Search results
Results From The WOW.Com Content Network
The Fula, Fulani, or Fulɓe people [a] are an ethnic group in Sahara, Sahel and West Africa, widely dispersed across the region. [22] Inhabiting many countries, they live mainly in West Africa and northern parts of Central Africa , South Sudan , Darfur , and regions near the Red Sea coast in Sudan .
Wolof (/ ˈ w ɒ l ɒ f /) is a language of Senegal, the Gambia, and Mauritania, and the native language of the Wolof people. Like the neighbouring languages Serer and Fula , it belongs to the Senegambian branch of the Niger–Congo language family .
Map of the ethnic groups of Senegal drawn by David Boilat (1853). There are various ethnic groups in Senegal. According to "CIA World Factbook: Senegal" (2019 estimates), the ethnic groups are Wolof (39%); Fula (probably including the Halpulaar speaking Toucouleur) (27.5%)); Serer group (probably including the Serer Cangin peoples (16%)); Mandinka (4.9%); Jola (4.2%); Soninke (2.4%); other 5.4 ...
The nomadic Fula people have also spread their languages from Senegal across the western and central Sahel.

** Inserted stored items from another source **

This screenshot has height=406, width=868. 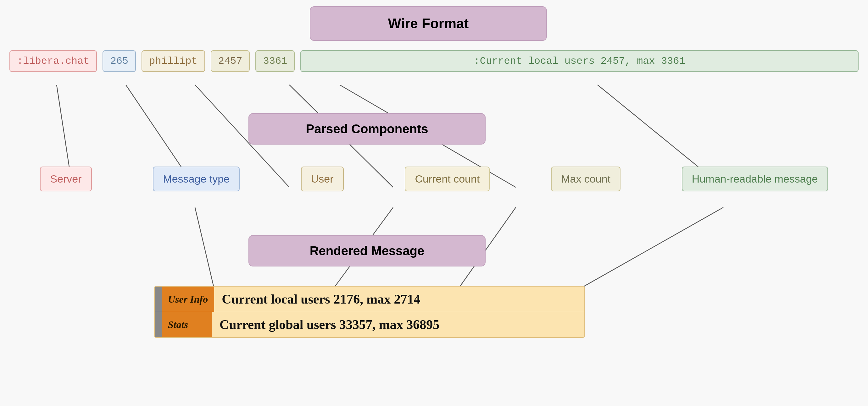 What do you see at coordinates (367, 129) in the screenshot?
I see `parsed-components-title: Parsed Components` at bounding box center [367, 129].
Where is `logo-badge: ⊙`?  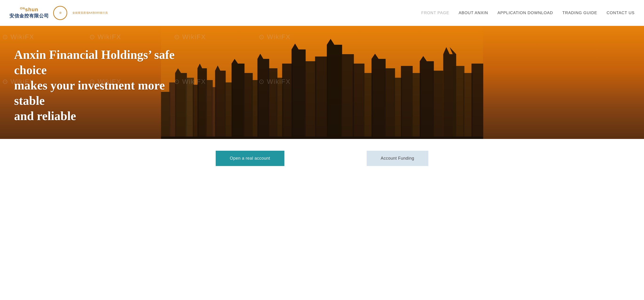
logo-badge: ⊙ is located at coordinates (60, 13).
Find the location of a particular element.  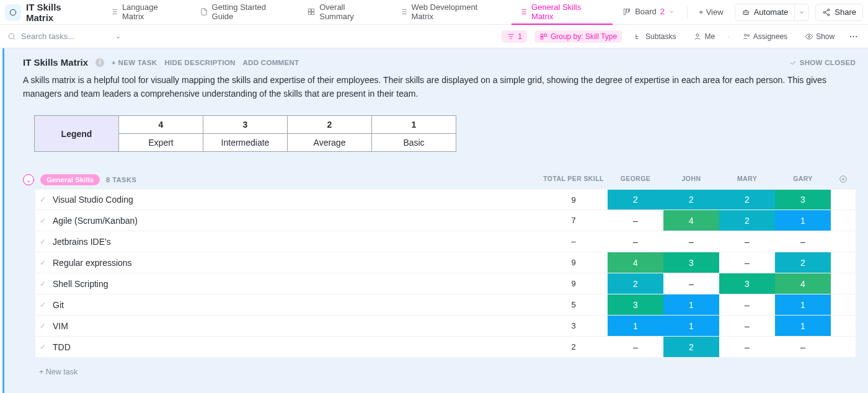

filter-chip: 1 is located at coordinates (515, 37).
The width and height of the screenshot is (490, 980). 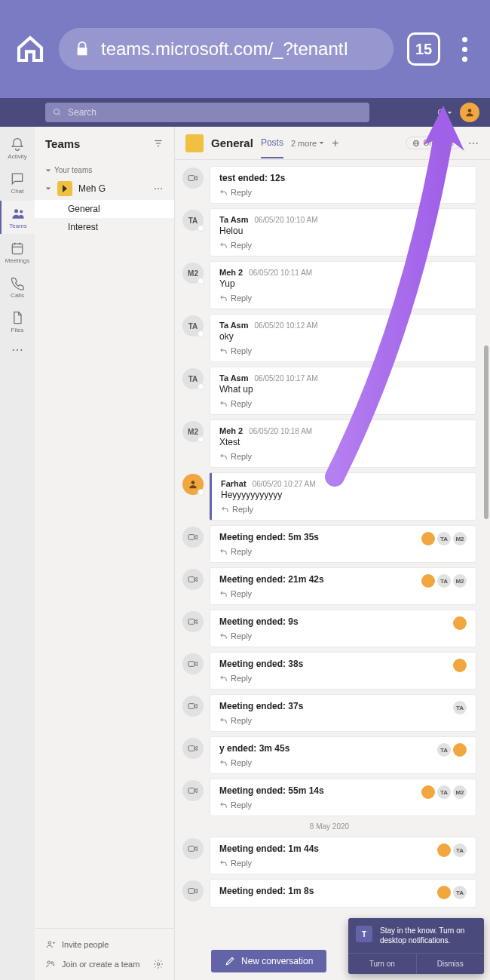 I want to click on message-card: TAMeeting ended: 1m 8s, so click(x=343, y=893).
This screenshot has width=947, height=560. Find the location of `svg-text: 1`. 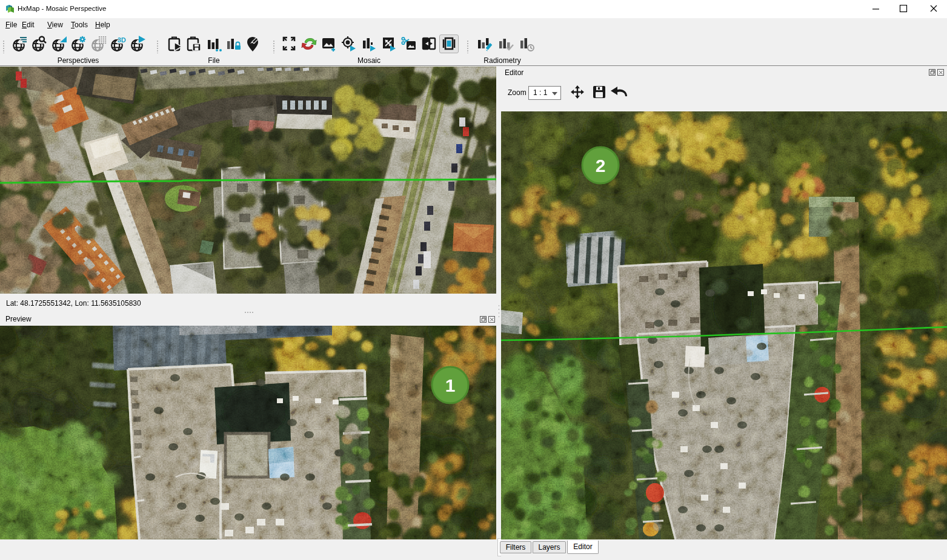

The most populous unitary language is Wolof , the national language of Senegal, with four million native speakers and millions more second-language users.
Fula (/ ˈ f uː l ə / FOO-lə), [2] also known as Fulani (/ f ʊ ˈ l ɑː n iː / fuul-AH-nee) [2] or Fulah [3] [4] (Fulfulde, Pulaar, Pular; Adlam: 𞤊𞤵𞤤𞤬𞤵𞤤𞤣𞤫, 𞤆𞤵𞤤𞤢𞥄𞤪, 𞤆𞤵𞤤𞤢𞤪; Ajami: ࢻُلْࢻُلْدٜ , ݒُلَارْ , بُۛلَر ), is a Senegambian language spoken by around 36.8 million people as a set of various ...
Pulaar (in Latin: pulaar, in Ajami: ݒُلَارْ) is a Fula language spoken primarily as a first [2] language by the Fula and Toucouleur peoples in the Senegal River valley area traditionally known as Futa Tooro and further south and east.
The Fula first arrived in what is now Futa Toro during the reign of the Wagadu Empire, fleeing the increasingly arid Adrar and Hodh regions. Nomadic pastoralists, they mixed with the earlier proto-Serer and Wolof fishing and farming populations. [6]: 58 Futa Toro was one of the first regions in West Africa to become Islamized, by the 11th ...
Wolof oral traditions relate that the Wolof [5] were the earliest inhabitants of the region that became Jolof, which was named after a local chief Jolof Mbengue. The empire consisted mostly of Wolof, Serer and Fula from north of the Senegal River. [6] The region was ruled by Lamanes of the Mbengue, Diaw and Ngom families.